I'm working at a company that uses SCCS internally for developing it's main application. We currently have two development streams, called Stable and Experimental. Stable has changes currently being made to it that are mostly bug fixes, and may fix problems in Experimental as well. Experimental is adding a fairly large new feature.
The main problem I'm having is that developers working on Stable don't also put their changes in Experimental. As I'm working on Experimental, I have to merge both branches.
I've been using Git by myself for about a year, and it's worked great with one branch (Stable), as I can just:
git checkout master
<copy all Stable files over, which will add changes>
git commit -a -m "Updated files 06/19/2011"
git checkout New_Feature
git rebase master
This updates all my files with the changes from Stable. However, now that they are using two development branches, I'm getting a lot of merge conflicts. T开发者_运维技巧his stems from SCCS putting metadata at the top of source files, like this:
#pragma ident "@(#)file1.c 1.233 06/17/11 Company_Experimental"
Note the version number (1.233), date, and company/branch keywords. The date and version number change with every check-in, and the branch changes between updates in Stable and Experimental. I don't care what's at the top, as when I check in the files, it will discard the top and have new values depending on when and where I check it in.
With all that said, this line will always be at the top. Is there any way to ignore the top line, or somehow make this workflow a little more manageable such that I can merge development streams with my own work and not go through a lot of meaningless merge conflicts?
Note: I've already campaigned to change version control systems, but we have a lot of older programmers who are not about to change their ways. Please don't respond, "Your company should switch to X". Trust me, I'm with you 100%.
If you can simply delete the contents of the pragma ident lines in your git repo (which you probably can do, since SCCS will add them in for you), you can simply add:
* filter=skip-ident
to either .git/info/attributes (or $GIT_DIR/info/attributes) or .gitattributes (if you want to track the attributes file itself with git) and put something like:
[filter "skip-ident"] clean = "sed '/\(#pragma ident\).*/s//\1/'"
in .git/config. Whenever any file (files matching the pattern in the first column of .git/info/attributes, in this case '*') is added to git, the contents will be run through the clean script, which in this case just removes all the ident info.
You can use a custom smudge clean script. More can be found in the attributes chapter in the ProGit book. Also you could write a merge driver.
What does the first line of every file have to say once you are done your merge? I'm assuming nothing and you rely on SCCS to do it for you. This should make the smudge clean script easy.
The line
#pragma ident "@(#)file1.c 1.233 06/17/11 Company_Experimental"
is stored in SCCS with keywords like:
#pragma ident "%A%%M% %I% %D% Company_Experimental"
(Forgive if I get some tokens wrong, I stopped using the old workhorse over a year ago).
When you do a commit using git, replace the fixed #pragma line with the tokens that sccs expects.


- _Assignment_
Find the word "amplitude" in the data below and copy each line that holds it.

(Entries from a visual dataset)
——————————

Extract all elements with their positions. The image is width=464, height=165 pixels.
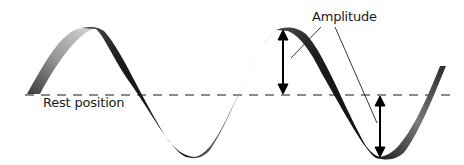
wave-diagram — [0, 0, 464, 165]
amplitude-arrow-trough — [375, 96, 385, 157]
wave-ribbon-rise-2 — [186, 28, 288, 158]
rest-position-label: Rest position — [43, 95, 124, 110]
wave-ribbon-rise-1 — [27, 28, 96, 94]
amplitude-label: Amplitude — [312, 9, 377, 24]
wave-ribbon-rise-3 — [376, 66, 446, 159]
wave-ribbon-fall-1 — [82, 27, 196, 157]
amplitude-leader-line-2 — [335, 27, 377, 123]
wave-ribbon-fall-2 — [276, 27, 386, 158]
amplitude-arrow-peak — [278, 30, 288, 94]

——————————

- _Task solution_
amplitude-arrow-trough — [375, 96, 385, 157]
amplitude-label: Amplitude — [312, 9, 377, 24]
amplitude-leader-line-2 — [335, 27, 377, 123]
amplitude-arrow-peak — [278, 30, 288, 94]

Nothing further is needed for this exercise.